Читать книгу The Rise of the Flying Machine - Hugo Byttebier - Страница 13
ОглавлениеFrance takes up the challenge
After Henson’s experiments, aviation in the UK was allowed to lapse but, curiously enough, interest in dynamic flight arose again in France, in spite of Navier’s calculations, which could have been forgotten in the meantime.
It is significant to note that Cayley was asked to contribute and he subsequently wrote several articles for the Bulletin Trimestriel of the first aeronautical society in the world, the Société Aérostatique et Météorologique de France, founded by a well-known French aeronaut J. F. Dupuis Delcourt. As will be noted, the title does not mention dynamic flight.
Yet Cayley, in 1853, proposed rather slyly that “As aerial navigation on the balloon principle, can only be carried out on an enormous scale of magnitude and expense ... it may not be unworthy of the Society to turn its attention towards making some cheap preliminary experiments to ascertain practically what can be done on the principle of the inclined plane, which appears to be applicable on any small scale from that of a bird to the uses of man, ... whenever a first mover, combining sufficient power, within a certain limit as to weight, is discovered.”
There is no evidence that directly links Cayley’s articles and proposals in this French Bulletin to the first attempts by Frenchmen to start experiments with fixed-wing aeroplanes, but the analogies are striking.
In 1857, a French naval officer, Félix du Temple, patented a fixed-wing flying machine moved by a motor. The machine was calculated to weigh one ton and du Temple, with more optimism than Cayley’s, estimated the power requirement as 6 hp.
Du Temple’s machine had a tail in the rear and a slight dihedral of the monoplane wing. One interesting original feature was the proposal that the aeroplane should take off by rolling across a field in the modern manner. Due consideration was also given to the question of stability.
Experiments were on small-scale models but, as soon as full-scale construction began around 1874, “the inadequacy of all motors known became apparent” as O. Chanute wrote. Du Temple had experimented with steam at high pressures and in due course designed an efficient boiler consisting of small water tubes as advocated by Cayley in 1809. This boiler produced no flight, but it was adopted by the French Navy, so du Temple was in some measure rewarded for his pains.
A second experimenter was Joseph Pline, a pioneer of great originality, who presented a patent in 1855 using a fixed plane in conjunction with a balloon, in an effort to get the best of both aeronautical systems. One interesting feature in this patent was that the fixed plane was for the first time designated with the word aéroplane.
Pline’s mixed system was not built; it would have been a failure as were all others that followed, trying to add wings to an airship, but Pline soon began to experiment with small flying models and stated that he was certain that it was possible for a plane to rise, sustain itself and fly around in the atmosphere without the use of hydrogen.

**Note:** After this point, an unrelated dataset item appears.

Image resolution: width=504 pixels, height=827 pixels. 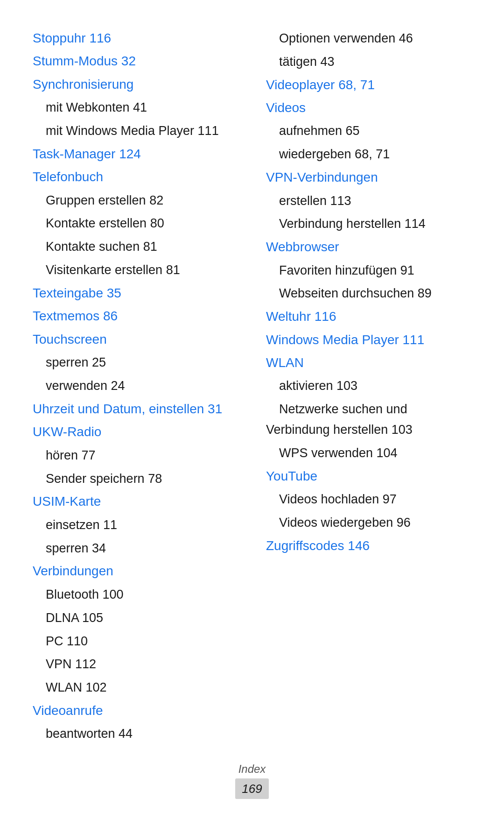 I want to click on sub-entry: Bluetooth 100, so click(x=78, y=594).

After carefully observing aerial currents as well as the organs used for flight by different animals (nature has produced more flying creatures than earthbound ones), Pline came to the conclusion that curved surfaces were the most efficient and he designed several paper models that had wings consisting of half-cylindrical surfaces arranged in the direction of flight, somewhat in the manner of F. M. Rogallo’s flexible wings designed in 1948.
Pline’s model aeroplanes flew gracefully and, under the name Papillons de Pline (Pline’s Butterflies), acquired great fame in France during the 1860s. All aeronautical experimenters were able to witness the flights of these flying models, which proved that in case of engine failure, a fixed-wing machine would not fall like a stone but could glide safely to earth.